NORML : Puff, puff, pass, vote

The biggest problem facing this country is not terrorism or social security, drugs or the economy. The biggest problem – the one which threatens more lives than any other – is apathy.

Thankfully, I have a solution to this problem.

In the November 2004 re-election of President Bush, less than half those in the 18 to 24 age group cast a vote. And for the 2005 general election, less than a third voted.

The students who didn’t visit the polls those days are the reason the average college graduate is $15,000 in debt. They are the reason we get stomped on by political officials at all levels of government.

But don’t go thinking, even for a second, that it’s the politicians’ fault, because it isn’t. They can’t be expected to answer to citizens who don’t vote.

Apathy is not only students not voting, it’s students not involved in the political process at all.

These people have no idea what city council is, let alone how the members of city council are elected or what decisions they make. I am sure many of them would fail to realize there are three levels of government.

Eighty percent of students I have talked to would have difficulty telling me what a referendum, a primary election, an ordinance, a levy or a mil is.

So, its not just students who don’t vote, even the ones who vote have little to no idea as to how government works.

One local politician put it best recently when he told me students are only concerned with beer and sex. And he is absolutely right.

Sex, drugs and rock n’ roll may be the best tools for motivating students to discover the incredible power they have as citizens.

The new student organization on campus, a local chapter of the National Organization for the Reform of Marijuana Laws (NORML), is an excellent example of this concept.

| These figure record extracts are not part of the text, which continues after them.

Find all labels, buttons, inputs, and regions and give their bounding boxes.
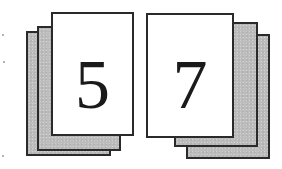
page-number-label: 5: [53, 50, 132, 120]
scan-speck: [2, 155, 4, 157]
right-stack-front-page: 7: [146, 13, 234, 138]
page-number-label: 7: [148, 50, 232, 120]
left-stack-front-page: 5: [51, 12, 134, 136]
scan-speck: [3, 61, 5, 63]
scan-speck: [2, 34, 4, 36]
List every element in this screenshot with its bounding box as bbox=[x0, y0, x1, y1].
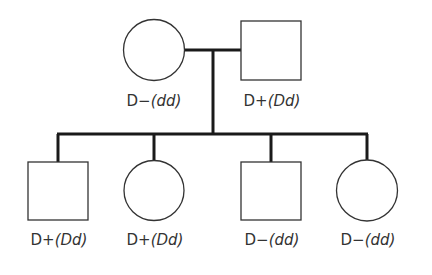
mother-label: D−(dd) bbox=[127, 92, 182, 110]
father-square bbox=[241, 21, 301, 80]
father-genotype: (Dd) bbox=[268, 92, 301, 110]
child2-phenotype: D+ bbox=[127, 231, 151, 249]
child2-genotype: (Dd) bbox=[151, 231, 184, 249]
mother-circle bbox=[124, 20, 185, 81]
child3-label: D−(dd) bbox=[245, 231, 300, 249]
child2-circle bbox=[124, 161, 184, 221]
pedigree-diagram: D−(dd) D+(Dd) D+(Dd) D+(Dd) D−(dd) D−(dd… bbox=[0, 0, 432, 275]
child2-label: D+(Dd) bbox=[127, 231, 184, 249]
father-phenotype: D+ bbox=[244, 92, 268, 110]
child1-label: D+(Dd) bbox=[31, 231, 88, 249]
child4-circle bbox=[337, 160, 398, 221]
child3-genotype: (dd) bbox=[269, 231, 300, 249]
mother-genotype: (dd) bbox=[151, 92, 182, 110]
child1-square bbox=[28, 162, 88, 220]
father-label: D+(Dd) bbox=[244, 92, 301, 110]
child1-genotype: (Dd) bbox=[55, 231, 88, 249]
child4-label: D−(dd) bbox=[341, 231, 396, 249]
child1-phenotype: D+ bbox=[31, 231, 55, 249]
child4-phenotype: D− bbox=[341, 231, 365, 249]
child4-genotype: (dd) bbox=[365, 231, 396, 249]
mother-phenotype: D− bbox=[127, 92, 151, 110]
child3-phenotype: D− bbox=[245, 231, 269, 249]
child3-square bbox=[241, 162, 301, 220]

It’s important to note at this point that you know nothing about marijuana. If you are opposed to legalization, you probably know less about marijuana than you do about mescaline or any other illicit drug for that matter.

People who support our current marijuana laws are robbing us of so much. The possibilities that could arise following the legalization of this harmless drug (in comparison to cigarettes and alcohol) are infinite.

The phrase I use most often with my friends is: “Legalizing marijuana would have a bigger effect than the creation of the Internet.” And, to me, it would.

Currently, according to the Department of Health and Human Services, 6,000 people decide to smoke pot for the first time every single day. That same survey found about 18 million people had used marijuana in the last month.

If those 18 million people spend $10 a week on pot, the total amount of money they spend in a year is $9.3 billion. Therefore, legalization would cause an almost instantaneous increase in the per capita income of this country by at least $30, but probably much more.

Legalization would save taxpayers $15 billion a year. Industrial hemp farmers could make billions on their new, legalized crop, which has 50,000 different uses. Taxes set on marijuana would raise billions more for government spending on drug education/treatment/enforcement programs and the education budgets of the country.

More people would hold degrees because of the legalization of marijuana and that has dramatic, positive long-term effects on our economy.

Without legalization of marijuana, none of this is possible, even though millions of people currently use it illegally in this country and the wasteful “war on drugs” has done little to curb that use.

Students agree with these facts. There are literally thousands of students on campus who would legalize right now.

Unlike other so-called political student organizations like the College Republicans, College Democrats, Undergraduate Student Government and the Graduate Student Senate, BGSU NORML requires its official members be registered to vote.

Members of BGSU NORML are not your garden-variety political activists. In fact, many of them would not be involved in a political organization if it weren’t for BGSU NORML.

And there are a lot of people involved. Nearly one hundred students have attended a BGSU NORML meeting since it hit campus four weeks ago, making it one of the most popular student organizations on campus.

Next week, BGSU NORML will announce its plan for getting marijuana legalized in Bowling Green and in the process of getting it legalized they will involve thousands of normally apathetic students in local government.

When they win – and they most certainly will – then those students who passed such a law will be more aware of and more active in government.

Apathy problem solved.

Send comments to Matt Clark at [email protected].